Cobb, J. “Pacific salmon fisheries.” Appendix 13 to the report of the U. S. Commissioner of Fisheries for 1930. Bureau of Fisheries Document No. 1092. Washington, D.C., 1930,
Cone, Joseph, and Sandy Ridlington, eds. The Northwest Salmon Crisis: A Documentary History. Corvallis: Oregon State University Press, 1996.
Craig, J., and R. Hacker. “The history and development of the fisheries of the Columbia River.” Bulletin of the Bureau of Fisheries 49.32 (1940): 133-216.
Ebbesmeyer, C., D. Cayan, D. McClain, F. Nichols, D. Peterson, and K. Redmond. “1976 step in the Pacific climate: Forty environmental changes between 1968-1975 and 1977-1984." In Proceedings of the Seventh Annual Pacific Climate(PACLIM) Workshop, edited by J. Betancourt and V. Tharp. Technical Report 26. Sacramento: California Department of Water Resources Interagency Ecological Studies Program, 1990-1991.
Gunther, A. “A further analysis of the first salmon ceremony.” Anthropology 2.5 (1928): 129-173.
Lichatowich, J., L. Mobrand, R. Costello and T. Vogel. “A history of frameworks used in the management of Columbia River Chinook salmon.” Prepared for U.S. Department of Energy, Portland, Ore., 1996.
Lichatowich, J. Salmon Without Rivers: A History of the Pacific Salmon Crisis. Washington, D.C.: Island Press, 1999.
Lichatowich, J. Salmon People and Place: A Biologist’s Search for Salmon Recovery. Corvallis: Oregon State University Press, 2013.

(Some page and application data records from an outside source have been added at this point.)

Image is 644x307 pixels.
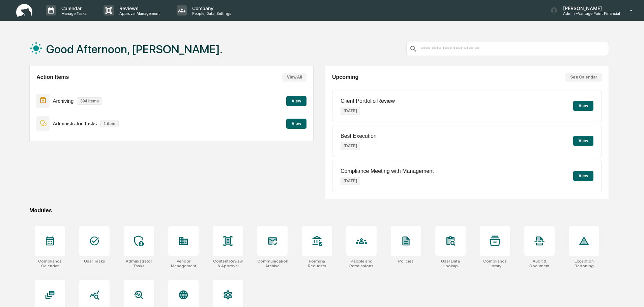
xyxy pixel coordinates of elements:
[286,97,306,104] a: View
[398,258,414,263] div: Policies
[573,101,594,111] button: View
[480,258,510,269] div: Compliance Library
[100,120,118,127] p: 1 item
[56,5,90,11] p: Calendar
[436,258,466,269] div: User Data Lookup
[340,133,377,139] p: Best Execution
[37,74,69,80] h2: Action Items
[558,5,620,11] p: [PERSON_NAME]
[29,207,609,214] div: Modules
[558,11,620,16] p: Admin • Vantage Point Financial
[187,5,235,11] p: Company
[283,72,306,82] button: View All
[35,258,65,269] div: Compliance Calendar
[340,98,394,104] p: Client Portfolio Review
[340,177,361,185] p: [DATE]
[168,258,199,269] div: Vendor Management
[77,97,102,104] p: 394 items
[573,136,594,146] button: View
[114,5,163,11] p: Reviews
[56,11,90,16] p: Manage Tasks
[286,96,306,106] button: View
[569,258,599,269] div: Exception Reporting
[302,258,332,269] div: Forms & Requests
[257,258,288,269] div: Communications Archive
[347,258,377,269] div: People and Permissions
[525,258,555,269] div: Audit & Document Logs
[124,258,154,269] div: Administrator Tasks
[187,11,235,16] p: People, Data, Settings
[286,120,306,126] a: View
[340,168,434,174] p: Compliance Meeting with Management
[84,258,105,263] div: User Tasks
[573,170,594,181] button: View
[46,42,223,56] h1: Good Afternoon, [PERSON_NAME].
[340,107,361,115] p: [DATE]
[286,118,306,128] button: View
[332,74,359,80] h2: Upcoming
[114,11,163,16] p: Approval Management
[565,72,602,82] button: See Calendar
[17,4,32,17] img: logo
[53,121,97,126] p: Administrator Tasks
[53,98,74,104] p: Archiving
[340,142,361,150] p: [DATE]
[213,258,243,269] div: Content Review & Approval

May, E. The Canning Clan: A Pageant of Pioneering Americans. New York, NY: Macmillan, 1937.
McKeown, M. The Trail Led North: Mont Hawthorne’s Story. New York, NY: Macmillan, 1949.
Nickelson, T. “Influences of upwelling, ocean temperature, and smolt abundance on marine survival of coho salmon (Oncorhynchus kisutch) in the Oregon Production Area.” Canadian Journal of Fisheries and Aquatic Sciences 43 (March 1986): 527-535.
“Biennial Report of the of the Fish Commission of the State of Oregon for 1931 and 1932.” Salem, Ore.: Oregon Fish Commission, 1933.
"Use of Gasoline Engines in Fishing Industry." Pacific Fisherman 5.6 (1906).
Smith, Courtland. Salmon Fishers of the Columbia. Salem: Oregon State University Press, 1979.
Stacey, D. Sockeye and Tinplate: Technological Change in the Fraser River Canning Industry. Victoria, B.C.: British Columbia Provincial Museum, 1982.
Stewart, H. Indian Fishing: Early Methods on the Northwest Coast. Vancouver, B.C.: Douglas and McIntyre, 1977.
Taylor, Joseph, III. Making Salmon: An Environmental History of the Northwest Fisheries Crisis. Seattle: University of Washington Press, 1999.
Thomison, P. “When Celilo was Celilo: An analysis of salmon use during the past 11,000 years in the Columbia Plateau.” MA thesis, Oregon State University, Corvallis, 1987.